The first impeachment hearing was a right-wing pile-on,
With Fox New’s performance one Trump would certainly smile on.
It’s most effective tactic
Was to dump live on-screen graphics
That turned once-objective chyrons into Trumpian lie-ons.
“This is an absolute shame and I think you’ve got to call it out for what it is. The Americans who listen to Fox News and conservative talk radio are being lied to and manipulated every day when it comes to impeachment.”
— Former Rep. Joe Walsh (R-IL), who is also running for president, slammed Fox News and conservative talk radio for their coverage of the impeachment probe of President Trump, CNN reports.
Ron DeSantis got his ivy league education,
And now he wants to lead our nation.
The “Ohioan” is yearning
To take control of learning
And replace cognition with wing-nut indoctrination.
“It does make the conversation of the primary all about Trump, which is a good dynamic he had going for him in 2016, everyone being asked to react to Trump. We’re right now fighting a primary so all that matters is the party, and we can deal with the general after….”
— A GOP operative, quoted by the Washington Post, on the impact of Donald Trump being indicted.
“I don’t really know what it means, but I kinda like it, it’s long, it’s got a lot of vowels. We’ll go with that, that’s fine. I mean you can call me whatever you want, just as long as you also call me a winner because that’s what we’ve been able to do in Florida, is put a lot of points on the board and really take this State to the next level.”
— Gov. Ron DeSantis, when asked about Donald Trump’s “Ron DeSantimonius” nickname for him.
“For all his unusual strengths, Trump is defined these days more by his weaknesses — personal and political deficiencies that have grown with time and now figure to undermine any attempt to exploit the criminal case against him. … His base of support is too small, his political imagination too depleted and his instinct for self-absorption too overwhelming for him to marshal a broad, lasting backlash. His determination to look inward and backward has been a problem for his campaign even without the indictment. It will be a bigger one if and when he’s indicted.”

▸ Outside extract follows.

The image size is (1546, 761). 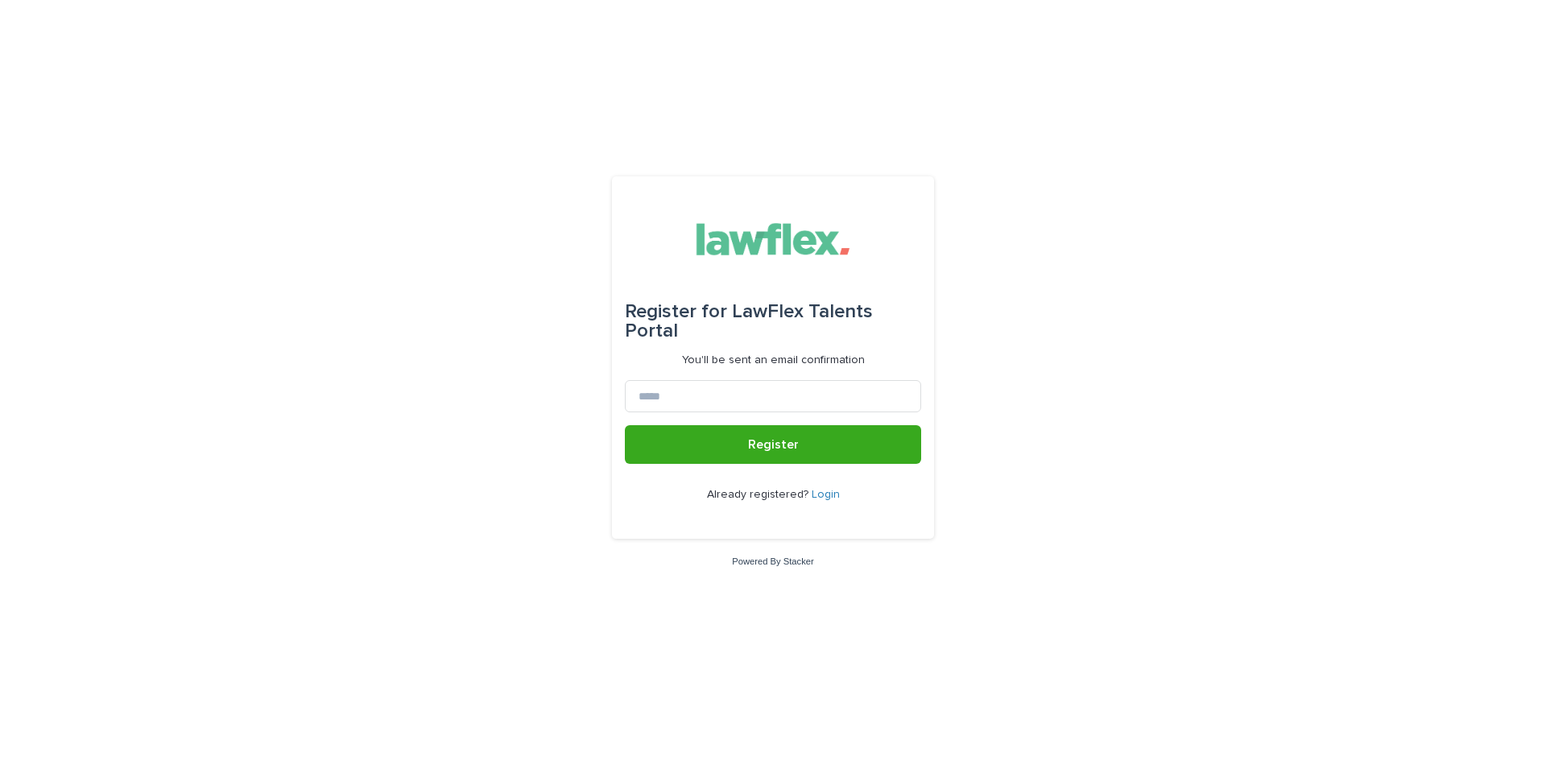 I want to click on a: Powered By Stacker, so click(x=772, y=561).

“I don’t know what he’s trying to do or what the goal is. Obviously, he doesn’t deal with foreign policy every day as Governor. So I’m not sure. I can’t speak to that. I can’t compare that to something else he did or said over the last few years because he doesn’t deal with it every day.”
— Florida Sen. Marco Rubio, distancing himself from Florida Gov. Ron DeSantis’ apparent flip-flop on the war in Ukraine, on the Hugh Hewitt radio show.

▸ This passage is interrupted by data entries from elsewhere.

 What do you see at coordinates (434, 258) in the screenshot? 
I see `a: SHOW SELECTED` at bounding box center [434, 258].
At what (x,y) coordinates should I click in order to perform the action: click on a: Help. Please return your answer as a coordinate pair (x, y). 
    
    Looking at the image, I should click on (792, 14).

Wall Street Journal: “A review of the websites of more than 3,500 companies, organizations and government entities by the Toronto-based company Feroot Security found that so-called tracking pixels from the TikTok parent company were present in 30 U.S. state-government websites across 27 states, including some where the app has been banned from state networks and devices.”
“Donald Trump asked his followers to sign a petition denouncing his potential arrest in New York,” Insider reports. “But signing this petition leads people straight to a page where they’re asked to give $3,300 or other suggested amounts of cash to his 2024 campaign.”
New York Times: “The report, by the Intergovernmental Panel on Climate Change, a body of experts convened by the United Nations says that global average temperatures are estimated to rise 1.5 degrees Celsius (2.7 degrees Fahrenheit) above preindustrial levels sometime around ‘the first half of the 2030s,’ as humans continue to burn coal, oil and natural gas.”
Twenty-one members of the South Carolina State House are considering a bill that would make a woman who has an abortion in the state eligible for the death penalty, Rolling Stone reports.